From my sermon yesterday…
While not all “Christianization” of culture is done by actual Christians, there is no doubt that the influence of those at least claiming the religion of Christ, built the foundations of what we now know as world civilization…
Western jurisprudence, English common law, the division of power of government known as Federalism, the notion of religious freedom and toleration, movements like the American Revolution, the Glorious Revolution of Great Britain, the French Revolution, documents like the Magna Carta, the Mayflower Compact, the English Bill of Common Rights, the Declaration of Independence, the expansion of empires across the ocean, the settling of the American frontier, the notion of Manifest Destiny, the impact of the Reformation and Counter-Reformation on the settling of the New World, the assumption of Civil Liberties, the Scientific Method, modern medicine, the basic building blocks of civilization that we now know throughout the world in any place that is not God-forsaken, are all the product of a dash of salt and a bit of light poured into and onto the world through a very, very small percentage of the world known as the Christian Church.
The impact of Christianity on world history is unfathomable, incalculable and unconquerable and even in nations like England or France (or America for that matter) where but a few were authentic believers, the impact of the religion of Christ, counted in millennia rather than decades, has been earth shattering, foundation-laying and world-changing.

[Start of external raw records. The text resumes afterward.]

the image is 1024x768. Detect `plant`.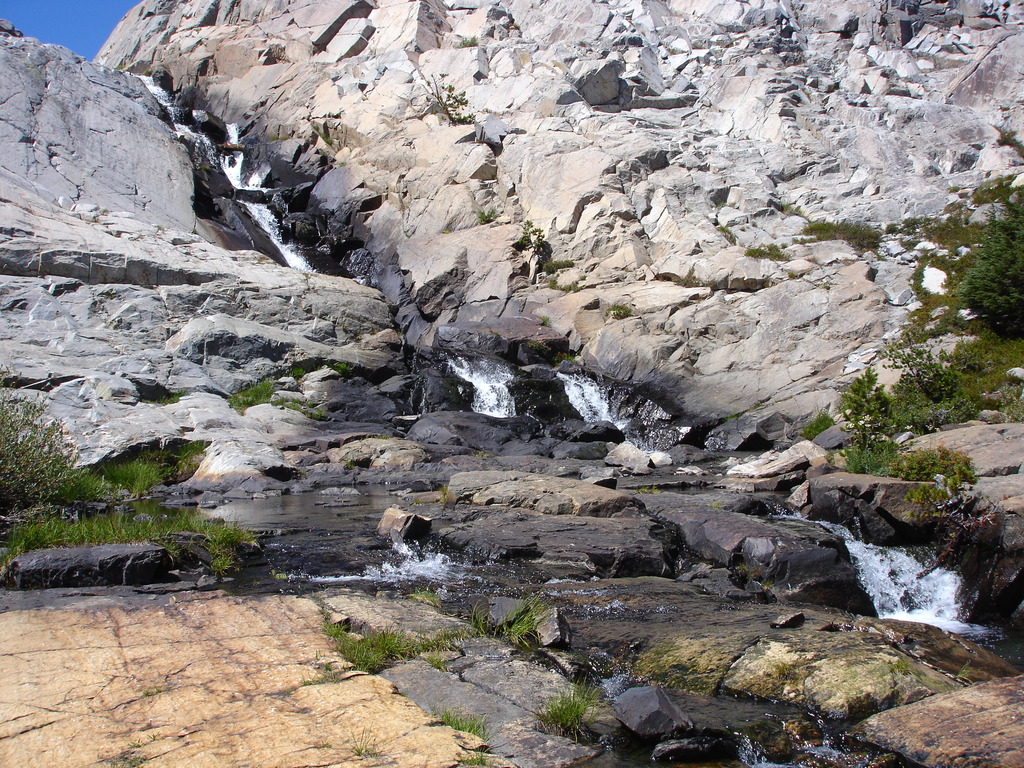
Detection: box(318, 614, 376, 671).
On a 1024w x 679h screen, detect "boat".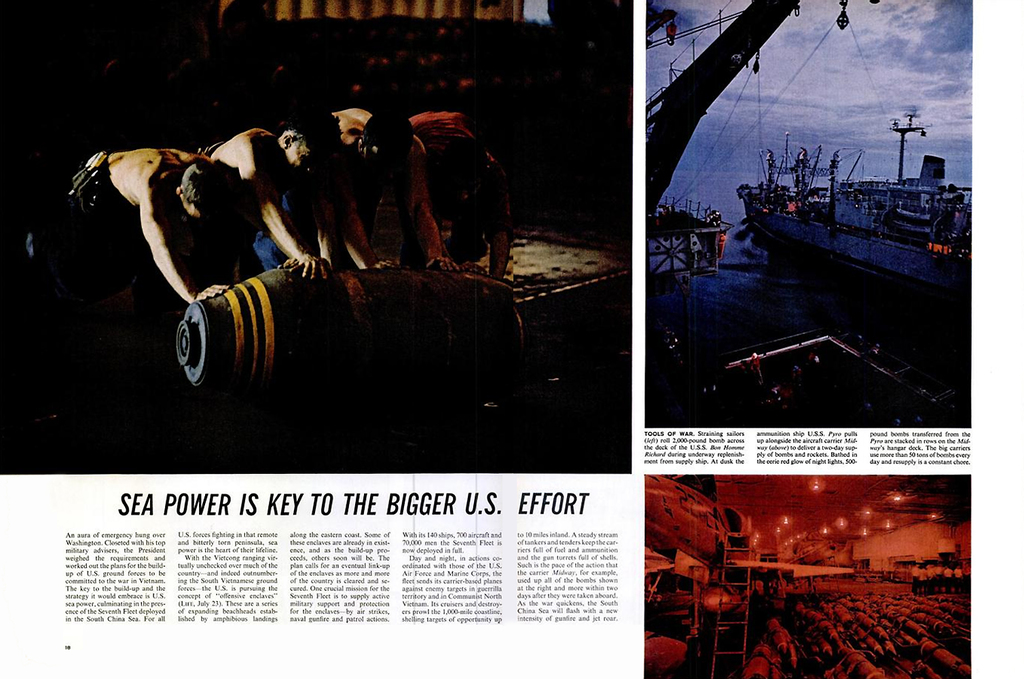
720,89,1001,286.
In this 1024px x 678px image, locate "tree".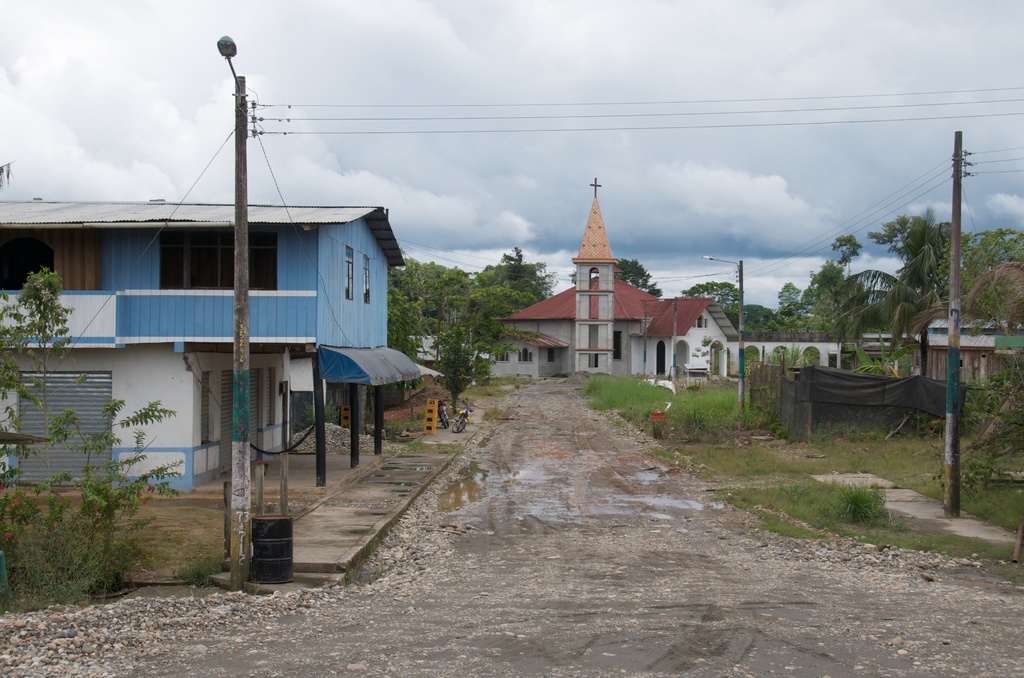
Bounding box: 566,260,665,302.
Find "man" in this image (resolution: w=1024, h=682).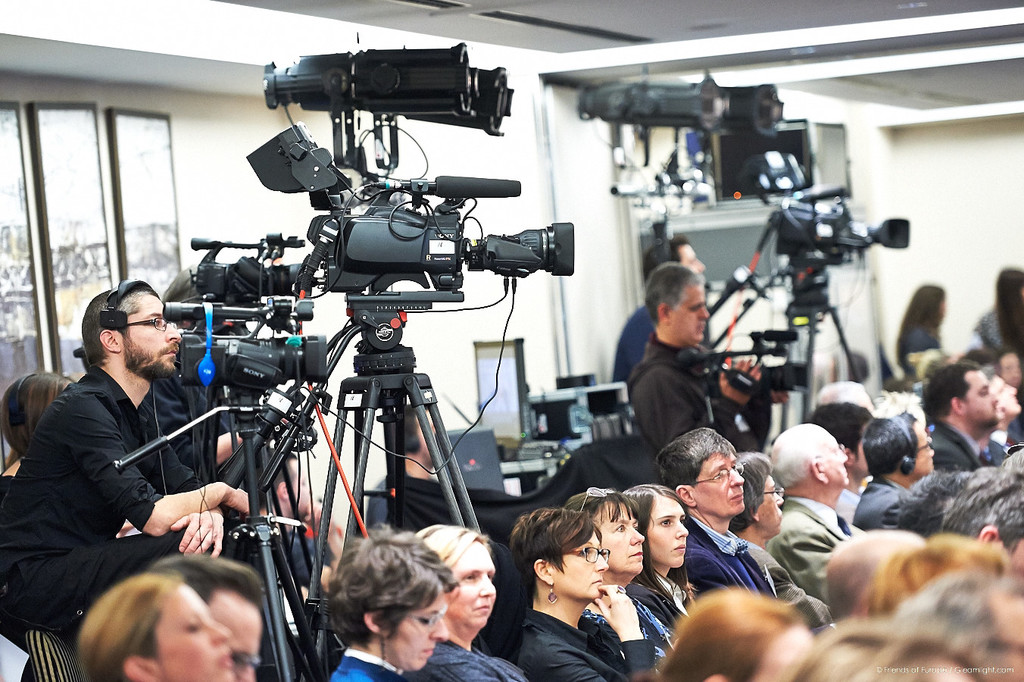
<region>806, 403, 876, 526</region>.
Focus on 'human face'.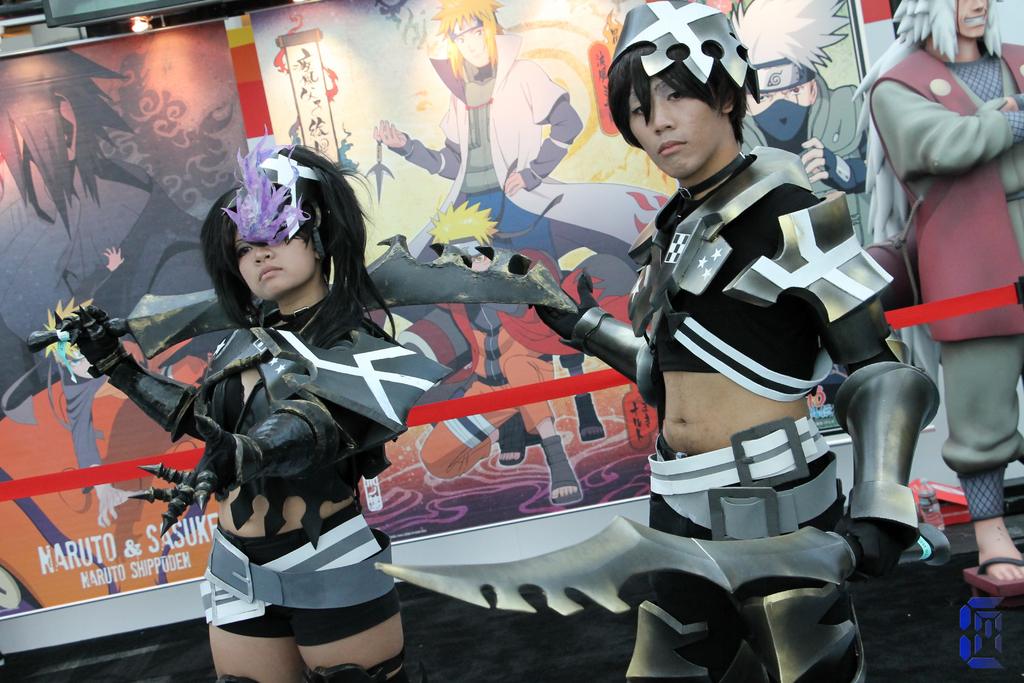
Focused at {"x1": 233, "y1": 224, "x2": 308, "y2": 304}.
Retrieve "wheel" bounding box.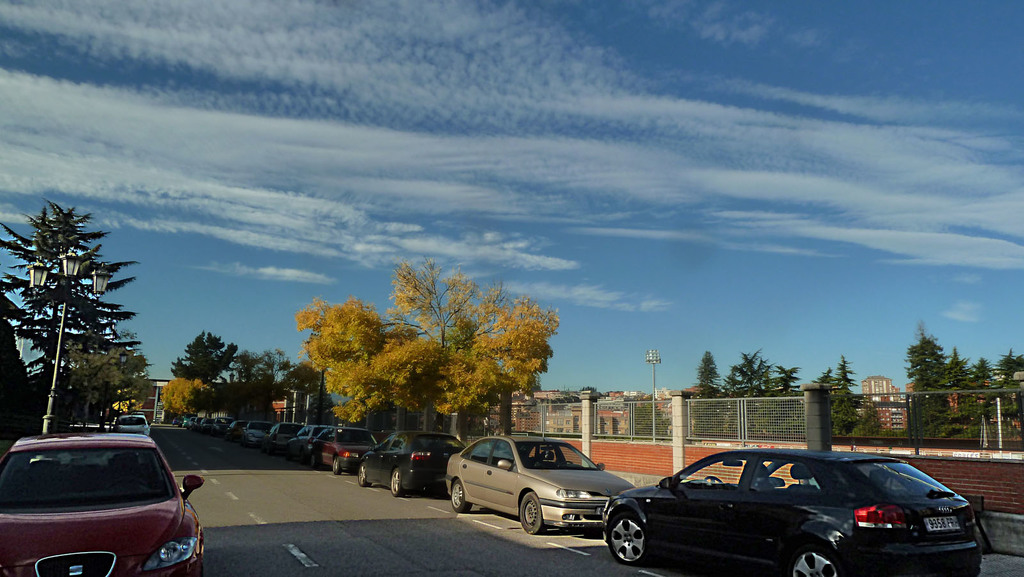
Bounding box: box=[452, 482, 468, 512].
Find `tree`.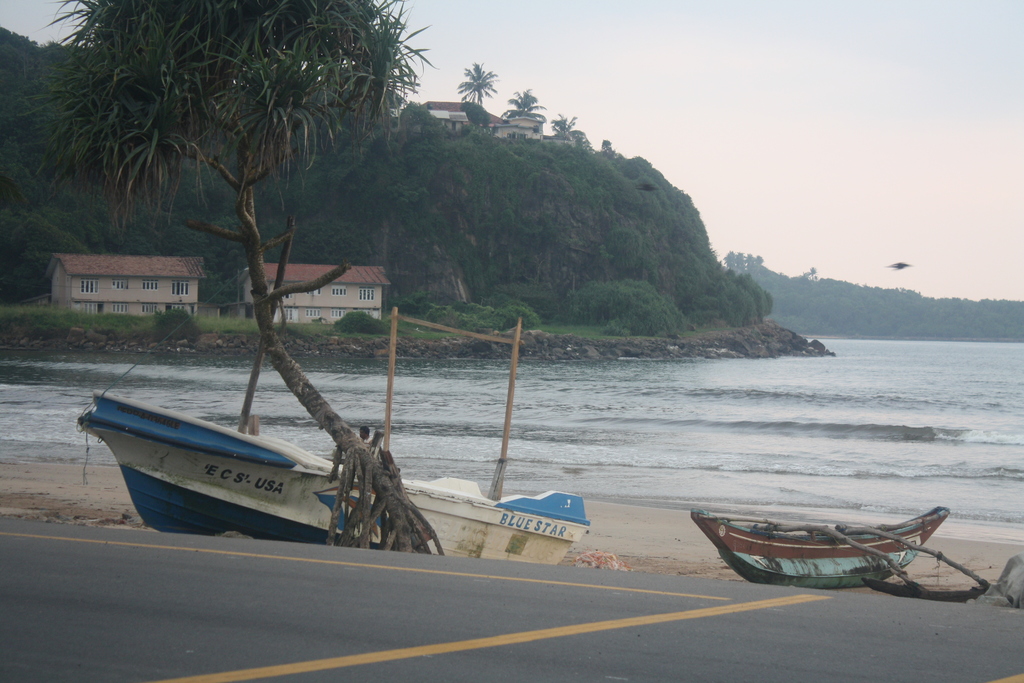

Some seek to dismantle these very basic building blocks of the First World by claiming that there is such a thing known as “Western Christianity” that can be divided, or made distinct from some other kind of Christianity. We deny this notion. While beginning in Jerusalem, being advanced in its early years in places like North Africa, and settling its seats of influence in places like Antioch of Syria, Corinth, and ultimately Rome, the stream of authentic Christianity built what we now know as Western Civilization. We would not argue that there is a kind of Christianity that is unique to Western Civilization. We would argue that Western Civilization is the product of authentic Christianity.
Furthermore, we would argue that the vast majority of that which is of any value in human civilization, which benefits “human flourishing,” is intrinsically Western, but only because what we know as “Western” is ultimately that which is Christian.
This is not to say of course, that everything in Western Civilization is Christian or that everything claiming to be is either. As I said in the quotation from my manuscript above, the New World was settled in large part due to the contest between Protestants and Catholics (like Columbus) in the Reformation and Counter-Reformation. Even faux-Christianity, like that of the Jesuits which conquered parts of the Americas, is better for a culture than no Christianity at all.
The impact of Columbus’ voyage to America has been inherently (and mostly) good. To deny this is to deny objective, historical fact. Ultimately, aside from the benefits of Western Civilization brought by the Catholic navigator Christopher Columbus, this also inadvertently opened the doors of mass Protestant evangelism of the Americas. God’s providence indeed.